Breaking Cover: Poems
by Michael Maul
85 poems ~ 126 pages
Format: 6’’ x 9” ~ Perfect Bound
Price: $15.00
Publisher: Amazon Books
ISBN: 9798831760415
To Order: amazon.com


Reviewed by Michael Escoubas

Among the richest of childhood experiences were hunting trips with my father. An expert hunter and bird dog trainer, Dad skillfully worked Lady, our German Weimaraner setter around brush piles in our pasture. He had a good sense about where to find pheasants and quail. Dad cautioned us boys not to panic when our quarry “broke cover.” As Lady went on point, in icy air still as death, Sunday dinner exploded from the brush. 12-gauge shot did its predictable damage. Home, we trudged, with Lady carrying a bird in her tight jaws.

I recalled those hunting trips the moment I read Michael Maul’s title Breaking Cover.

In this review I want to showcase certain poems which “broke my cover.” Poems which startled me, causing a hiccup in my life. The best poets know how to make readers think.

A Word about Style and Format

Maul’s style is conversational. He writes as if he were talking with a friend enjoying soup and biscuits at Pinera’s. Each of the four “books” contains either 15 or 16 poems. However, the individual books do not adhere to strict divisions of theme or content. Many poems rhyme. While I’m not a big fan of rhyme, I like the way this poet uses internal and end-rhyme. He does so without betraying, “Oh, now I have to think up an ending rhyme because, after all, I’m committed to rhyming no matter what.” Observant to a fault, virtually nothing escapes this poet's notice that cannot be made into a poem. Titles! Maul is good with titles. Who wouldn’t want to read “On Seeing a Teen Girlfriend’s Blouse Displayed in a Vintage Clothing Shop”? Or “Things I Have Heard About You”? Or “To Chinese Hackers Who Stole My Poems”? To readers, I say, “Buckle up for a wild ride!!”

Breaking Cover Book One

I was enchanted with the 7-line poem “Few Finer Things”:

          There was a time
          when I could image
          few finer things
          than storks and angels
          coming and going,
          beginning and ending
          our lives with wings.

Poets say familiar things, but they say them in fresh ways, as if it were the first time they were ever said. Here beginnings and endings, alphas and omegas are seen, ascending on the wings of words. Note: “things,” “going,” “ending,” “wings.” Each word knowing where it belongs.

Breaking Cover Book Two

“I Know There Are People” broke my cover in a lovely poem which sheds light on the human condition. From selected stanzas:

          I know there are people
          who are largely invisible to me.

          I don’t know their names,
          or where they stay;
          I know they are not
          who I see on TV.

The poem identifies them as sharing similar life values. But they share them without drawing undue attention to themselves. They know:

          We will all be sick, we will all be loved,
          we will all doubt ourselves.
          We will be given riches unearned.
          Knowing joy, knowing sadness.

          And when we hate each other,
          we will be hating ourselves.

Yes, and yes again, this poem breaks my cover with its truth.

Breaking Cover Book Three

I am stopped “dead in my tracks” by “She Carried Me Just So.” This tender poem chronicles the poet’s mother who had miscarried three times before Michael was born. Ravaged by tuberculosis, she was so proud of her one surviving child, that:

          In all the early childhood photos,
          including some not far
          from the birthing suite,
          my mother was always pictured carrying me
          strapped to her chest somewhat perilously
          with me world-facing out.

Maul writes about his mother regarding him as a special gift to her:

          Which is why when we went out
          she suspended me from her chest
          like a gift
          she brought to show the world.

          But she was, of course,
          the world’s gift to me.
          Fighting through years of mother-to-be
          then decades of devotion.

I'm "broken" by this poem because it brings to mind longings for my own mother who suf-fered too.

Breaking Cover Book Four

“New Widow in One Chair on the Porch” transported me to a time I dread to face. That time when either me or my wife will put away one chair the other always occupied:

          She still sits there
          in the shade
          hearing sidewalk walkers talk.

          But you can see shadows
          formed around her eyes,
          like the stains on concrete
          where, for years,
          his matching chair long sat.

This poem, and so many others, broke my cover, like a covey of quail rousted out from the underbrush. Can’t think of anything better for my personal growth than that.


Although the data below contains pictures, please reproduce only its words, exactly.

☆ ☆ ☆ ☆ ☆ ☆ ☆

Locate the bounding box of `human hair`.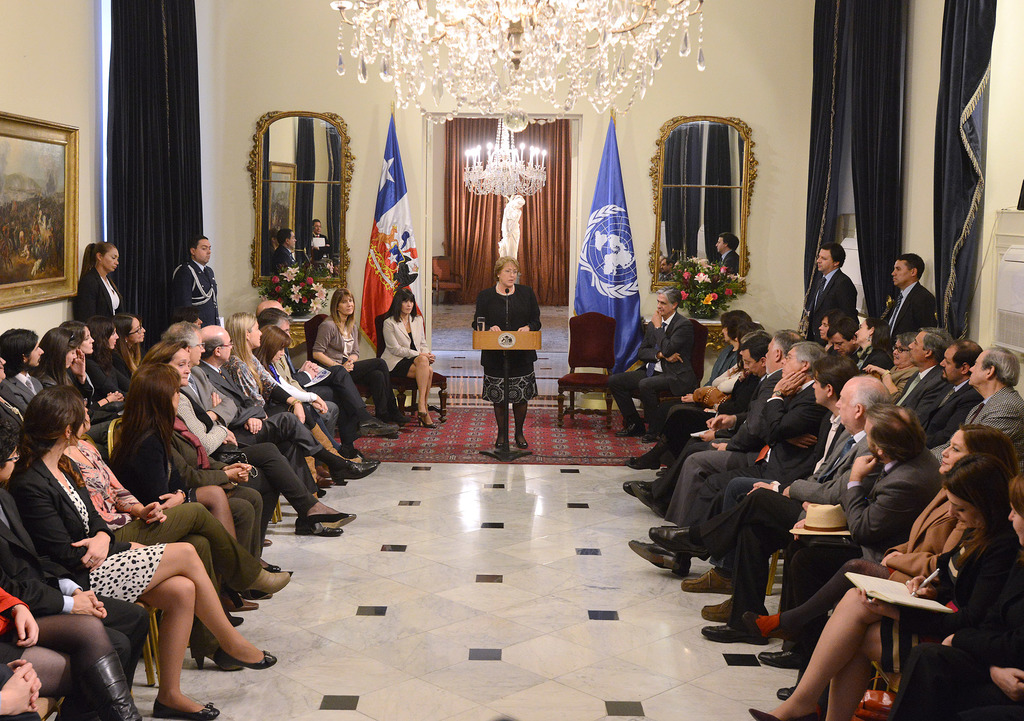
Bounding box: 495:255:520:282.
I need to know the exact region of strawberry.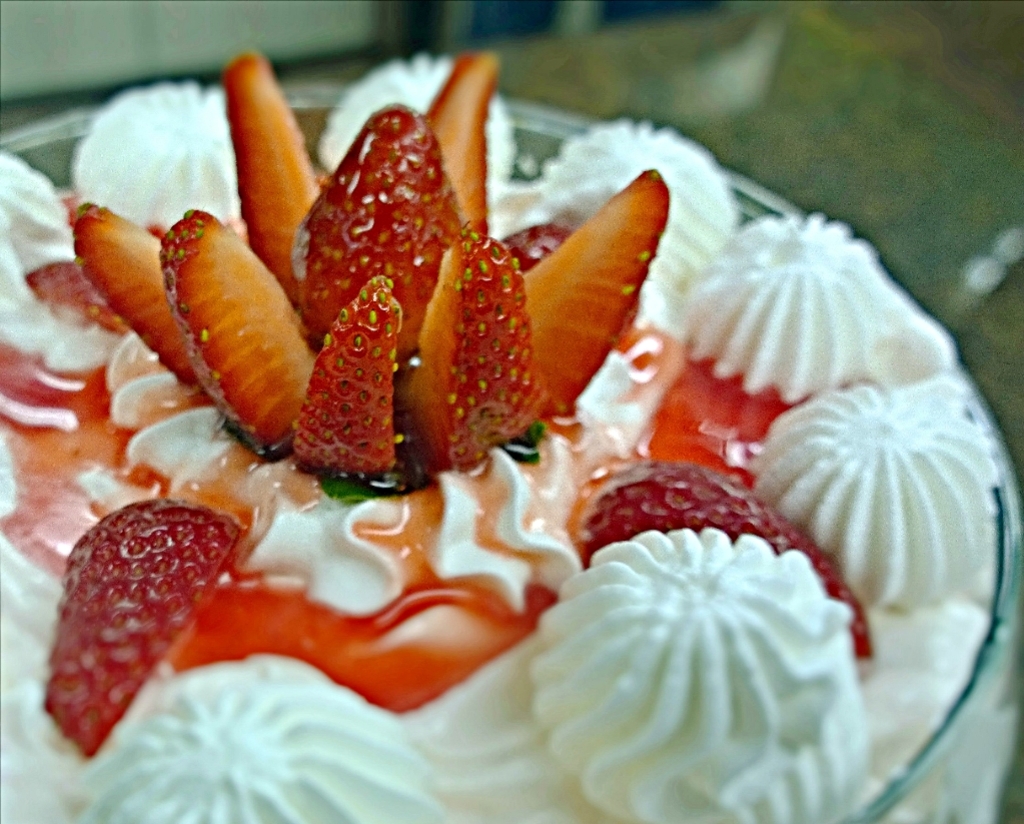
Region: l=524, t=161, r=675, b=431.
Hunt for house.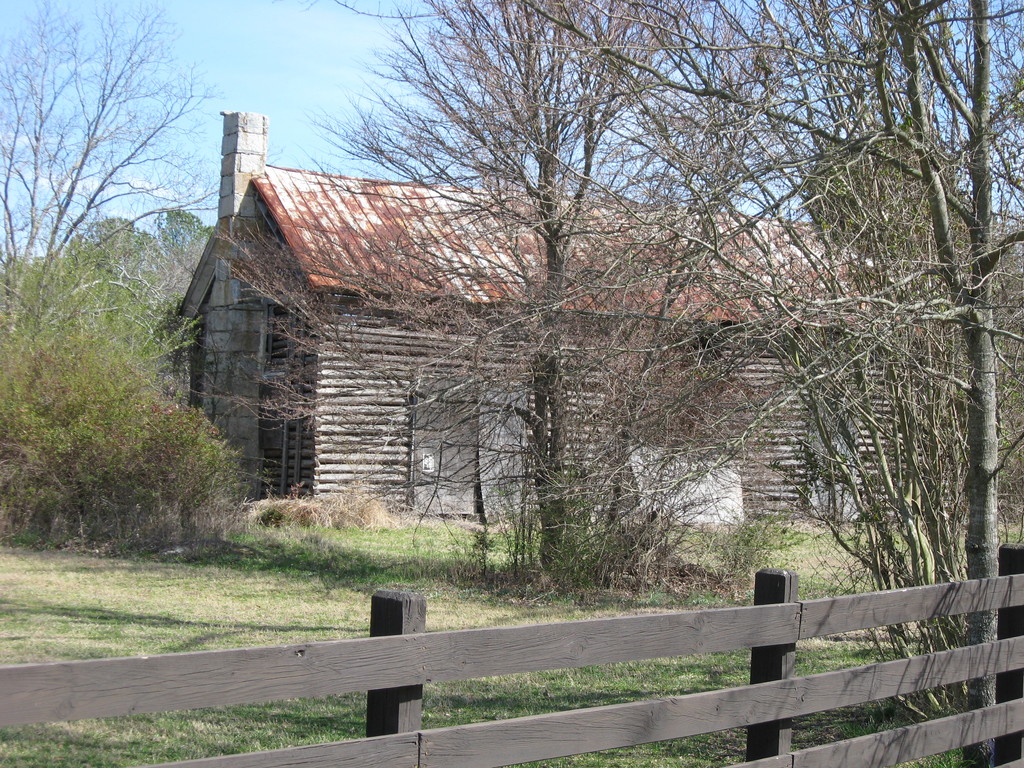
Hunted down at 169/109/906/528.
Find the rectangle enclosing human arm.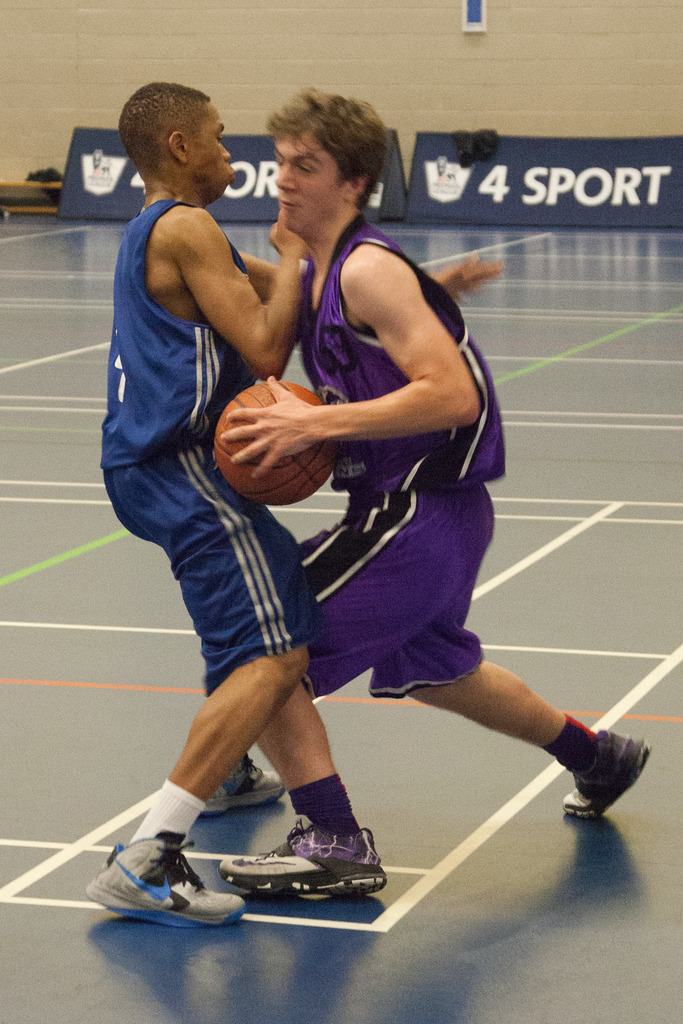
detection(217, 241, 483, 480).
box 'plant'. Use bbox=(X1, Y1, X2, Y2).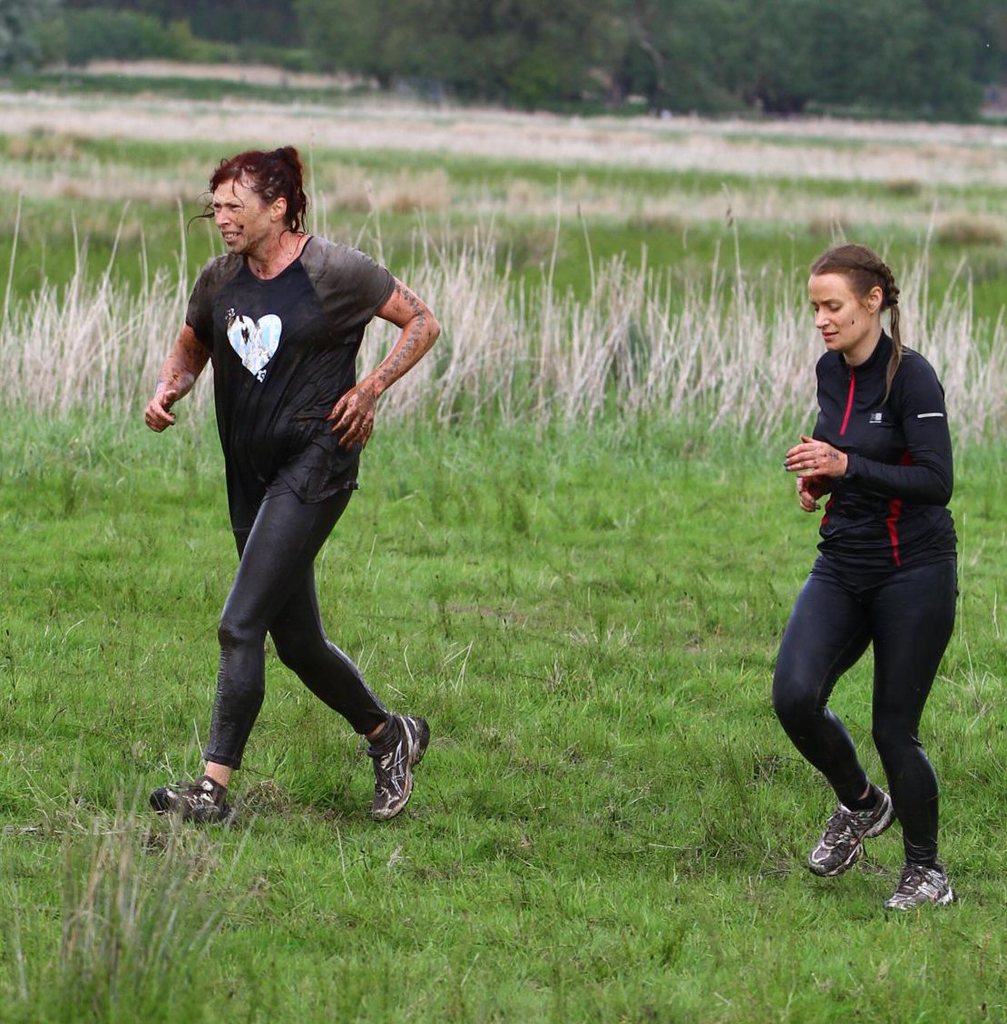
bbox=(7, 730, 273, 1023).
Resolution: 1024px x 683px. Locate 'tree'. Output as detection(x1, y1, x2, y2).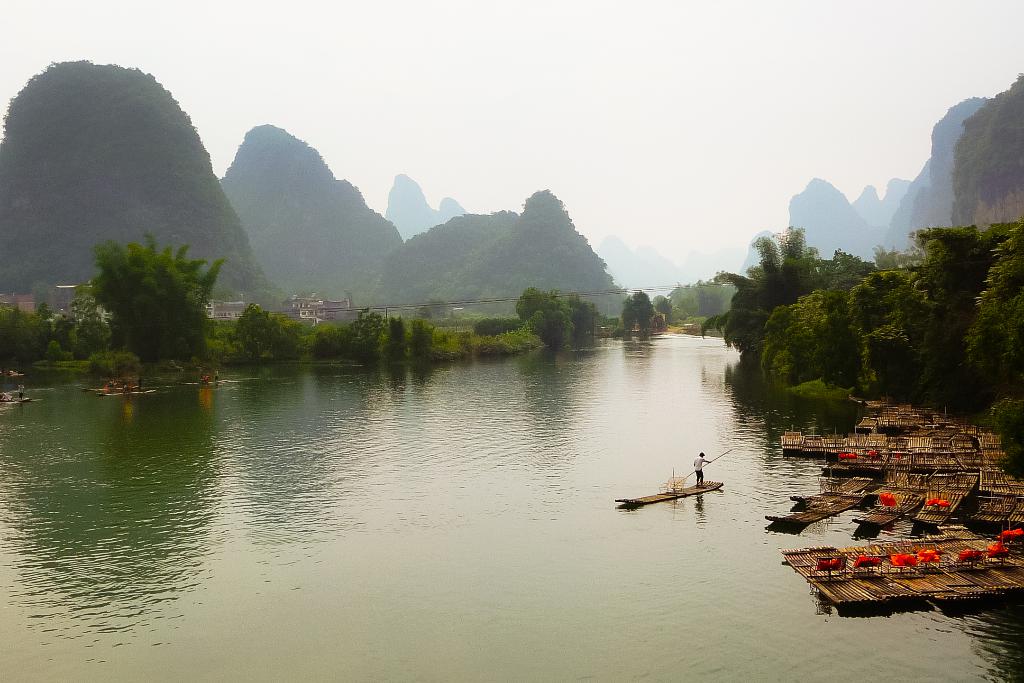
detection(650, 67, 1023, 476).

☆ ☆ ☆ ☆ ☆ ☆ ☆

● **OUTPUT FOR THIS EXERCISE**
Locate the bounding box of `human hair`.
Bounding box: 495:255:520:282.
I need to know the exact region of strawberry.
Region: l=524, t=161, r=675, b=431.
Hunt for house.
Hunted down at 169/109/906/528.
Find the rectangle enclosing human arm.
detection(217, 241, 483, 480).
box 'plant'. Use bbox=(X1, Y1, X2, Y2).
bbox=(7, 730, 273, 1023).
Resolution: 1024px x 683px. Locate 'tree'. Output as detection(x1, y1, x2, y2).
detection(650, 67, 1023, 476).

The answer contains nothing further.